Biden’s appearance in Cincinnati with his Republican rival Mitch McConnell, then, reminds us not only of how expertly he and Democratic leadership in Congress were in getting this bill passed, but of what Congress can accomplish when it actually does its job. Government has the power to improve the lives of the American people. Yet Congress isn’t working right now. As I write this, I’m watching Kevin McCarthy lose his fourth vote to become speaker of the House of Representatives. The Republicans, now with their own razor thin majority in the lower chamber, cannot agree on who should lead them and therefore the People’s House. Instead, the have devolved into internecine warfare with one another and we the people are caught in the crossfire.

This all stems from a backbench rebellion against McCarthy’s leadership. While Democrats have seamlessly elected their own brand-new leadership team, the far right of the Republican Party has flexed its muscle to prevent him from taking the gavel.

The reasons why are not so much political as personal. There are no ideological differences between McCarthy and the hard right. He has done everything the far right could hope he would do. Rather, this is about personal interests, personal grudges, and personal power. People like Matt Gaetz and Lauren Boebert have longstanding grudges against McCarthy for stymying their own desire for power and not doing more to obstruct. They are agents of chaos doing what they came to Washington to do – sow dissent and disruption.

As a registered Democrat and a socialist, I enjoy it when the right cannibalizes their own. So I can understand tweets like that by Illinois Democrat Robin Kelly, who claimed she had “her popcorn ready” as she went into the votes yesterday. The problem is this isn’t just a problem for Republicans. It’s a problem for all of us.

No House business can occur until a speaker is elected. That includes swearing in representatives, meaning that there is currently no House of Representatives to speak of. Given the myriad issues facing the United States at this moment – three respiratory viruses leading to increased hospitalizations, a war in Ukraine, increasing tensions in the Far East, inflation and possible recession – this is not just a matter of inconvenience. It is a matter of national security.

Yet Republicans are putting their own pettiness above the needs of the American people. That is frightening. Even if business were to occur, I have no confidence that the Republicans could agree enough to pass a bill declaring the sky is blue. How will they ever raise the debt ceiling, for example, if they can’t even agree on who should be in charge?

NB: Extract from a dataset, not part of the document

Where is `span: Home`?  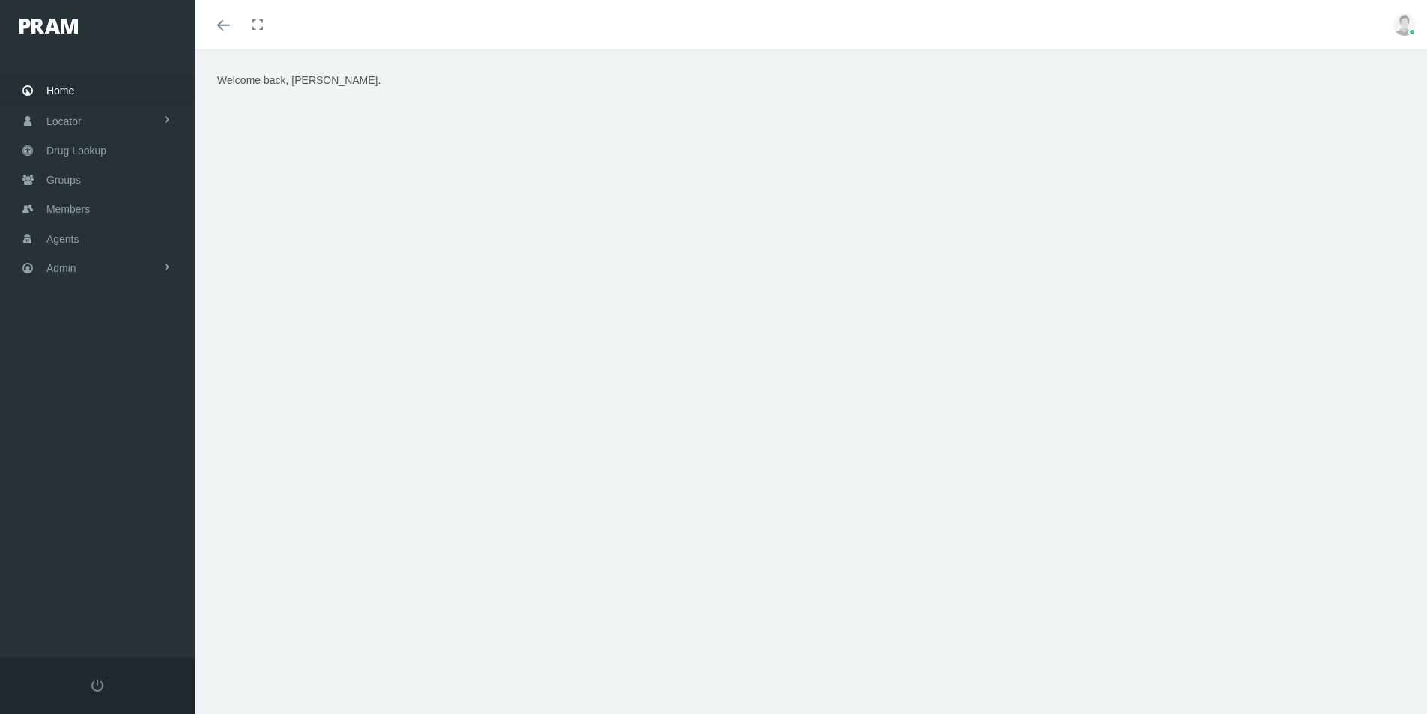 span: Home is located at coordinates (60, 91).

Democrats, I’d say. That is the message Joe Biden is subtly sending in Kentucky. By going to the bridge no one but he could fix, the president is reminding the country what competent governance looks like. When adults are in charge, things get done. Beyond that, though, we are seeing the results of two different American political philosophies: one from the far right that puts personal interests over national needs and one from Democrats that puts the collective interests of the American people first by delivering legislation and competent governance.

Let us remember this in 2024, when these petulant children playing at being legislators again ask to be in charge of the People’s House. Joe Biden fixed the damn bridge. Republicans can’t even fix themselves.